Cage - Secret Passage

(CD 2008, 43:35, FGBG 4785)

The tracks:
  1- Movements(05:00)
  2- The Scream(06:42)
  3- Bitter Honey(04:50)
  4- Marta(03:08)
  5- Secret Passage(06:01)
  6- Dream Like Broken Glass(04:54)
  7- Time To Go Back Home(05:24)
  8- M31 (Live)(06:18)

Cage Website        samples        Musea Records


Italian band was founded in 1987 and soon they participated in several shows, festivals and competitions in cities like Sienna, Rome and Milan. In 1992, Cage got a contract from the Toast-label in Torino and in the same year, they released the single View. A year later Cage released their first album entitled The Feebleminded Man. In 1994, the band appeared on the Italian TV with a video clip, but later that year several members decided to work out their own musical ideas. However, in 2000 they joined again and devoted themselves to a new project that can be heard on the demo that they recorded in March 2001. Cage appeared on the satellite channel Rock TV and in 2003, the band recorded 87/94. This album contains six very melodic, pleasant and alternating songs recorded between 1987 and 1994. The songs have a lot of tension between the mellow parts and the bombastic parts with harder-edged guitar work, tastefully arranged with dual-keyboard play of organ, piano, mellotron and synthesizers. Since that promising album, we had to wait five years until Musea released Secret Passage, their latest effort to date.

This new album features dual-keyboard play as well (Alessandro Bugliani and Claudio Franciosi) and a guest-musician on flute in one track. Three songs are recorded in 2007, four in 2008 and M31 is a live track ‘of some years ago, somewhere’ as the band writes in the booklet. I must say, that I’m impressed by the variety in the eight compositions, the musical skills of the musicians and the awesome interplay of which The Scream is the best example. In comparison with 87/94, Cage delivers a more jazz-rock-oriented sound in Movements with delicate fretless bass work and in Bitter Honey with a flashy synthesizer solo and a hard-edged guitar solo. Marta has a subtle volume pedal guitar, sparkling piano and a strong build-up with exciting interplay between guitar and organ. Time To Go Back Home delivers a great dynamic atmosphere in the end and on the live track M31, we can enjoy an exciting guitar solo and omnipresent electric piano work. The title track is a solo piece on classical guitar in the vein of Steve Hackett and in The Scream, the vocals come pretty close to the voice of The Watch’s singer Simone Rossetti. In my opinion, Cage has made a captivating blend of classic prog and jazz-rock, more mature and elaborated than ever before!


Your instructions: Please reproduce the following records exactly as they appear.

Task material:
——————

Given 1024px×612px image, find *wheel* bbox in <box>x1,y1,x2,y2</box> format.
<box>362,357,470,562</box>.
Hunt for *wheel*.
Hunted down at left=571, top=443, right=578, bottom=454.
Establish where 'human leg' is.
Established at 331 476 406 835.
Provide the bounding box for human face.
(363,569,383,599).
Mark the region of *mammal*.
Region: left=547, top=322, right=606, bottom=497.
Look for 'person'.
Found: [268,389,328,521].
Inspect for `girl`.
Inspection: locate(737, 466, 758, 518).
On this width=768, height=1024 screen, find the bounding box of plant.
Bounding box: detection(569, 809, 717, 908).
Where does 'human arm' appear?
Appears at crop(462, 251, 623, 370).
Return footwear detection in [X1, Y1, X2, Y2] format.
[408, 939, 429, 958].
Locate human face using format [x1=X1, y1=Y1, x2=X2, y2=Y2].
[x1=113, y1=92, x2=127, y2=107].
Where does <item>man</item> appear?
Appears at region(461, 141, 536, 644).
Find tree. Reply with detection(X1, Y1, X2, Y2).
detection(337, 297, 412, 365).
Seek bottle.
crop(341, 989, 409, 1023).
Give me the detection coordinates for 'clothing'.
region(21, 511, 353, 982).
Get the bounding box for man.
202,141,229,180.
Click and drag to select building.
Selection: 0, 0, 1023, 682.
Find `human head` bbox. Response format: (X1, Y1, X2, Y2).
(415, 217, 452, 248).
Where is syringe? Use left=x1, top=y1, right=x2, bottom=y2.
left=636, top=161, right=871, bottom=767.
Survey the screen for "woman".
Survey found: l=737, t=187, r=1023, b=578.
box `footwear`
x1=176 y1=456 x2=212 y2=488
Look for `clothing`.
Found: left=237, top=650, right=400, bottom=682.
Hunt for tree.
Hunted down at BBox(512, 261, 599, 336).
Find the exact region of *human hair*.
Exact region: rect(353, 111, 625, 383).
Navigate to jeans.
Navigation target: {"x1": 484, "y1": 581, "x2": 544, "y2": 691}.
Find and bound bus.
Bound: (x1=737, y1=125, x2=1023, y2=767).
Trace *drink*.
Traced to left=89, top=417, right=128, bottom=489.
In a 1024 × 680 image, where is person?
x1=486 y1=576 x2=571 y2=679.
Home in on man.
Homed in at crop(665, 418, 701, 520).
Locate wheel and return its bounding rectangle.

——————

Task result:
Given 1024px×612px image, find *wheel* bbox in <box>x1,y1,x2,y2</box> format.
<box>362,357,470,562</box>.
Hunt for *wheel*.
Hunted down at left=571, top=443, right=578, bottom=454.
Establish where 'human leg' is.
Established at 331 476 406 835.
Provide the bounding box for human face.
(363,569,383,599).
Mark the region of *mammal*.
Region: left=547, top=322, right=606, bottom=497.
Look for 'person'.
Found: [268,389,328,521].
Inspect for `girl`.
Inspection: locate(737, 466, 758, 518).
On this width=768, height=1024 screen, find the bounding box of plant.
Bounding box: detection(569, 809, 717, 908).
Where does 'human arm' appear?
Appears at crop(462, 251, 623, 370).
Return footwear detection in [X1, Y1, X2, Y2] format.
[408, 939, 429, 958].
Locate human face using format [x1=X1, y1=Y1, x2=X2, y2=Y2].
[x1=113, y1=92, x2=127, y2=107].
Where does <item>man</item> appear?
Appears at region(461, 141, 536, 644).
Find tree. Reply with detection(X1, Y1, X2, Y2).
detection(337, 297, 412, 365).
Seek bottle.
crop(341, 989, 409, 1023).
Give me the detection coordinates for 'clothing'.
region(21, 511, 353, 982).
Get the bounding box for man.
202,141,229,180.
Click and drag to select building.
Selection: 0, 0, 1023, 682.
Find `human head` bbox. Response format: (X1, Y1, X2, Y2).
(415, 217, 452, 248).
Where is syringe? Use left=x1, top=y1, right=x2, bottom=y2.
left=636, top=161, right=871, bottom=767.
Survey the screen for "woman".
Survey found: l=737, t=187, r=1023, b=578.
box `footwear`
x1=176 y1=456 x2=212 y2=488
Look for `clothing`.
Found: left=237, top=650, right=400, bottom=682.
Hunt for tree.
Hunted down at BBox(512, 261, 599, 336).
Find the exact region of *human hair*.
Exact region: rect(353, 111, 625, 383).
Navigate to jeans.
Navigation target: {"x1": 484, "y1": 581, "x2": 544, "y2": 691}.
Find and bound bus.
Bound: (x1=737, y1=125, x2=1023, y2=767).
Trace *drink*.
Traced to left=89, top=417, right=128, bottom=489.
In a 1024 × 680 image, where is person?
x1=486 y1=576 x2=571 y2=679.
Home in on man.
Homed in at crop(665, 418, 701, 520).
Locate wheel and return its bounding rectangle.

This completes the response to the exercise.